The vaccine is recommended for girls age 9 to 14 and protects against HPV, which can cause cervical cancer, the fourth most common cancer among women, according to Newsweek. But removing some of the potentially life-threatening consequences of sex really freaks some parents out!

“When parents are asked why they are hesitant to have their children receive the vaccine, one of the key issues they identify is the concern that the vaccine will encourage children and adolescents to make poorer sexual health choices,” said Gina Ogilvie, lead author of the study, in an interview with Newsweek.

As Jezebel reported several years ago, parents are often concerned that the vaccine will encourage girls to have sex, period (although the Centers for Disease Control found no such evidence).
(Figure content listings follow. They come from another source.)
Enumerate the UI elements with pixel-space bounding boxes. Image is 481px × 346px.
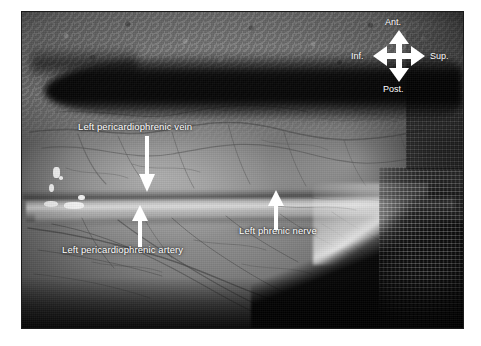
anatomical-photograph [22, 12, 463, 328]
figure-root: Left pericardiophrenic vein Left pericar… [0, 0, 481, 346]
photo-vignette [22, 12, 463, 328]
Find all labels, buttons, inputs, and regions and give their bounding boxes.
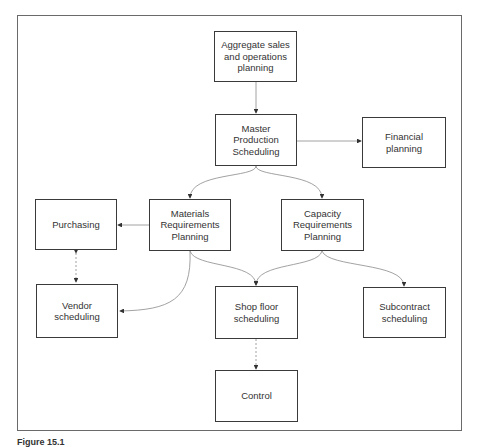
node-label: Aggregate sales and operations planning [221, 39, 290, 74]
edge-mrp-vendor [120, 251, 190, 311]
figure-caption: Figure 15.1 [17, 437, 65, 447]
node-master-production-scheduling: Master Production Scheduling [215, 114, 297, 166]
node-control: Control [215, 370, 298, 422]
edge-crp-shopfloor [256, 251, 322, 285]
node-vendor-scheduling: Vendor scheduling [36, 284, 118, 338]
node-financial-planning: Financial planning [362, 117, 446, 168]
node-subcontract-scheduling: Subcontract scheduling [363, 287, 446, 338]
edge-mps-crp [256, 166, 322, 198]
node-purchasing: Purchasing [35, 199, 117, 250]
node-label: Financial planning [385, 131, 423, 154]
node-label: Purchasing [52, 219, 100, 231]
node-label: Master Production Scheduling [232, 123, 279, 158]
node-label: Subcontract scheduling [379, 301, 430, 324]
node-label: Capacity Requirements Planning [293, 208, 352, 243]
edge-crp-subcontract [322, 251, 404, 286]
node-shop-floor-scheduling: Shop floor scheduling [215, 286, 298, 339]
node-materials-requirements-planning: Materials Requirements Planning [149, 199, 231, 251]
edge-mrp-shopfloor [190, 251, 256, 285]
edge-mps-mrp [190, 166, 256, 198]
node-aggregate-sales-operations-planning: Aggregate sales and operations planning [214, 31, 297, 82]
node-label: Shop floor scheduling [234, 301, 279, 324]
node-capacity-requirements-planning: Capacity Requirements Planning [281, 199, 364, 251]
node-label: Vendor scheduling [54, 300, 99, 323]
node-label: Materials Requirements Planning [160, 208, 219, 243]
node-label: Control [241, 390, 272, 402]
This latest study found that the introduction of an HPV vaccine program in British Columbia schools in 2008 led to neither increased sexual behavior nor increased sexual risk. It surveyed nearly 300,000 heterosexual girls over the course of a decade. Newsweek explains:

From 2003 to 2013, the proportion of girls who had sex dropped from 21.3 to 18.3 percent. Girls who had sex before the age of 14, and substance use before intercourse “dropped significantly,” the authors of the study wrote. Girls were more likely to use condoms and contraception in 2013 than 2003. Rates of pregnancies fell, while the average number of sexual partners remained largely the same.

“These findings are consistent with studies in Scandinavia, and smaller clinic-based studies in the U.S., that confirm that adolescent young women do not make poor sexual health choices after the HPV vaccine,” said the study’s co-author, Elizabeth Saewyc of the University of British Columbia. “Teens today make healthier decisions about sex than their older peers—or even their parents.” So there.